Thursday, January 28, 2010

How to Pitch a Script

The first thing I learned is that a pitch is not a performance. "It's a conversation to discover if there's a match between what the listener is looking for and what you have to offer" (http://www.scriptologist.com/Magazine/Tips/Pitch/pitch.html). When discussing your pitch, make sure you describe the genre in which your story will be and some background information about the story. When describing your pitch, you want to use articulate language. Make sure that you sound like you know what you're talking about, because the people you're pitching to will appreciate if you just get down to business and already have in mind what message you're trying to get across without wasting too much of their time. Also, before anything meeting has happened, re read your script. Make sure you have everything in there you want, and everything out that you don't because there could be changes you want to make.

In things to avoid, don't oversell your pitch. If you're discussing it too heavily or have too much information, it could possibly over flood your points and have the producers not even want to consider it. For example, don't discuss every scene word for word with every character and action that happens. Instead, discuss important scenes with primarily your main characters. Another thing you want to avoid is disagreeing with the people you're pitching your script to. Even if you disagree with their ideas, take it with constructive criticism, rather than arguing, which'll probably get and your script no where. Instead, use those ideas and possibly retransform your script into something you and the producers agree upon.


The problem
Restate the data below word for word, keeping each line intact.

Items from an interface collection
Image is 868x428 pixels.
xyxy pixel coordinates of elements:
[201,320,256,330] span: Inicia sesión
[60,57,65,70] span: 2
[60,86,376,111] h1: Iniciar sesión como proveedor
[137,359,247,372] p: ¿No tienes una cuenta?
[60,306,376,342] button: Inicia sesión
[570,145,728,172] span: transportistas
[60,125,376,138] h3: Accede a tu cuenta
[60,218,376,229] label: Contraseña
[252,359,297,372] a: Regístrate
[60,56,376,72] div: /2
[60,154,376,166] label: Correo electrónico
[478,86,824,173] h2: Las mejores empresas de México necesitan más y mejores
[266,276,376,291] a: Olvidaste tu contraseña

Solution below
Image is 868x428 pixels.
xyxy pixel coordinates of elements:
[201,320,256,330] span: Inicia sesión
[60,57,65,70] span: 2
[60,86,376,111] h1: Iniciar sesión como proveedor
[137,359,247,372] p: ¿No tienes una cuenta?
[60,306,376,342] button: Inicia sesión
[570,145,728,172] span: transportistas
[60,125,376,138] h3: Accede a tu cuenta
[60,218,376,229] label: Contraseña
[252,359,297,372] a: Regístrate
[60,56,376,72] div: /2
[60,154,376,166] label: Correo electrónico
[478,86,824,173] h2: Las mejores empresas de México necesitan más y mejores
[266,276,376,291] a: Olvidaste tu contraseña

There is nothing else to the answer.